Not necessary to justify separating kids, parents at border, 'it's zero tolerance’: Bannon
The former White House chief strategist said Trump is "enforcing the law."
Former White House Chief Strategist Steve Bannon said President Donald Trump doesn’t need to “justify” the policy of separating children from parents who are caught illegally crossing the southern U.S. border because the it is part of the administration's “zero tolerance” approach on illegal immigration.
“It’s zero tolerance. I don't think you have to justify it,” Bannon, who was also CEO of Trump's presidential campaign, said to ABC News Chief White House Correspondent Jonathan Karl in an exclusive interview on “This Week” Sunday.
“We ran on a policy -- very simply -- stop mass illegal immigration and limit legal immigration, get our sovereignty back to help our workers, and so he went to a zero tolerance policy," Bannon said. "It's a crime to come across illegally and children get separated. I mean, I hate to say it, that's the law and he's enforcing the law.”
Nearly 2,000 migrant children -- 1,995 -- were separated from 1,940 adults between April 19 and May 31, after being caught illegally crossing the border, a Department of Homeland Security official told reporters during a conference call Friday.
The separation policy follows Attorney General Jeff Sessions' announcement on April 6 of a “zero-tolerance” immigration policy that includes criminally prosecuting illegal border-crossers, thus separating them from children who under U.S. law cannot be held in criminal detention centers.
“If you cross this border unlawfully, then we will prosecute you. It’s that simple," Sessions told a conference of state criminal investigation agencies in Arizona in April. “If you are smuggling a child, then we will prosecute you and that child will be separated from you as required by law. If you don’t like that, then don’t smuggle children over our border.”
Karl asked Bannon on Sunday about the widespread criticism of the family separation policy, including from religious leaders such as top evangelical Franklin Graham, a Trump supporter, and Cardinal Timothy Dolan, the Catholic archbishop of New York.
Pope Francis posted a tweet last week that some interpreted as referring to the new U.S. practice of placing migrant children in centers separate from their parents.
“The pope more than anybody else has driven the migrant crisis in Europe,” Bannon responded, noting that he is himself a Catholic. “The Catholic Church is one of the worst instigators of this open-borders policy.”
Trump has repeatedly, falsely asserted that a law passed by Democrats is to blame for the family-separation policy. Just on Friday, an ABC News fact check found Trump repeated this false claim at least seven times.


■ Requirement: Transcribe all records exactly.

(Items from a figure collection)

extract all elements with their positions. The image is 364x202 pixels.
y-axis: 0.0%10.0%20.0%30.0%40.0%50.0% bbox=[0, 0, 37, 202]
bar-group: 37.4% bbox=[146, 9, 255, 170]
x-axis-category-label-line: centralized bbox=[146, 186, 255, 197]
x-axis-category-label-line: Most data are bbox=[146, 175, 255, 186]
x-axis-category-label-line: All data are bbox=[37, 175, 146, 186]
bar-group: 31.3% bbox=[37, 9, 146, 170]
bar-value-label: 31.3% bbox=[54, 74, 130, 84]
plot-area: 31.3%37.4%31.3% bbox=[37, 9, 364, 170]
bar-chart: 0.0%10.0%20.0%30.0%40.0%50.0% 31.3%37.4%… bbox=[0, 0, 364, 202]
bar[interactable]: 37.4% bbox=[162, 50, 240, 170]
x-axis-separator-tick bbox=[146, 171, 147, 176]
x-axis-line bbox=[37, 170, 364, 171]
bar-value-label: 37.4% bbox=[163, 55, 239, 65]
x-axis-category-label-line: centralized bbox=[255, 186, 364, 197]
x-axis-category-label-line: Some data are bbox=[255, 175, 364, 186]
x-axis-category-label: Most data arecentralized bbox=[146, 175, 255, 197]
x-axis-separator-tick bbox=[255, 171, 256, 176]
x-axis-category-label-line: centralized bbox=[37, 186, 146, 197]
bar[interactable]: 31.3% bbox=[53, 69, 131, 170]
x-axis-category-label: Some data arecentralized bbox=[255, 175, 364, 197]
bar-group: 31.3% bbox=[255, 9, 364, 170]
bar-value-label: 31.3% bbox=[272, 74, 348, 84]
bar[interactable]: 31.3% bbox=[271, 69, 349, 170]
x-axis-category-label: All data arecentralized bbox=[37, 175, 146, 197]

■ Task result:
extract all elements with their positions. The image is 364x202 pixels.
y-axis: 0.0%10.0%20.0%30.0%40.0%50.0% bbox=[0, 0, 37, 202]
bar-group: 37.4% bbox=[146, 9, 255, 170]
x-axis-category-label-line: centralized bbox=[146, 186, 255, 197]
x-axis-category-label-line: Most data are bbox=[146, 175, 255, 186]
x-axis-category-label-line: All data are bbox=[37, 175, 146, 186]
bar-group: 31.3% bbox=[37, 9, 146, 170]
bar-value-label: 31.3% bbox=[54, 74, 130, 84]
plot-area: 31.3%37.4%31.3% bbox=[37, 9, 364, 170]
bar-chart: 0.0%10.0%20.0%30.0%40.0%50.0% 31.3%37.4%… bbox=[0, 0, 364, 202]
bar[interactable]: 37.4% bbox=[162, 50, 240, 170]
x-axis-separator-tick bbox=[146, 171, 147, 176]
x-axis-line bbox=[37, 170, 364, 171]
bar-value-label: 37.4% bbox=[163, 55, 239, 65]
x-axis-category-label-line: centralized bbox=[255, 186, 364, 197]
x-axis-category-label-line: Some data are bbox=[255, 175, 364, 186]
x-axis-category-label: Most data arecentralized bbox=[146, 175, 255, 197]
x-axis-separator-tick bbox=[255, 171, 256, 176]
x-axis-category-label-line: centralized bbox=[37, 186, 146, 197]
bar[interactable]: 31.3% bbox=[53, 69, 131, 170]
x-axis-category-label: Some data arecentralized bbox=[255, 175, 364, 197]
bar-group: 31.3% bbox=[255, 9, 364, 170]
bar-value-label: 31.3% bbox=[272, 74, 348, 84]
bar[interactable]: 31.3% bbox=[271, 69, 349, 170]
x-axis-category-label: All data arecentralized bbox=[37, 175, 146, 197]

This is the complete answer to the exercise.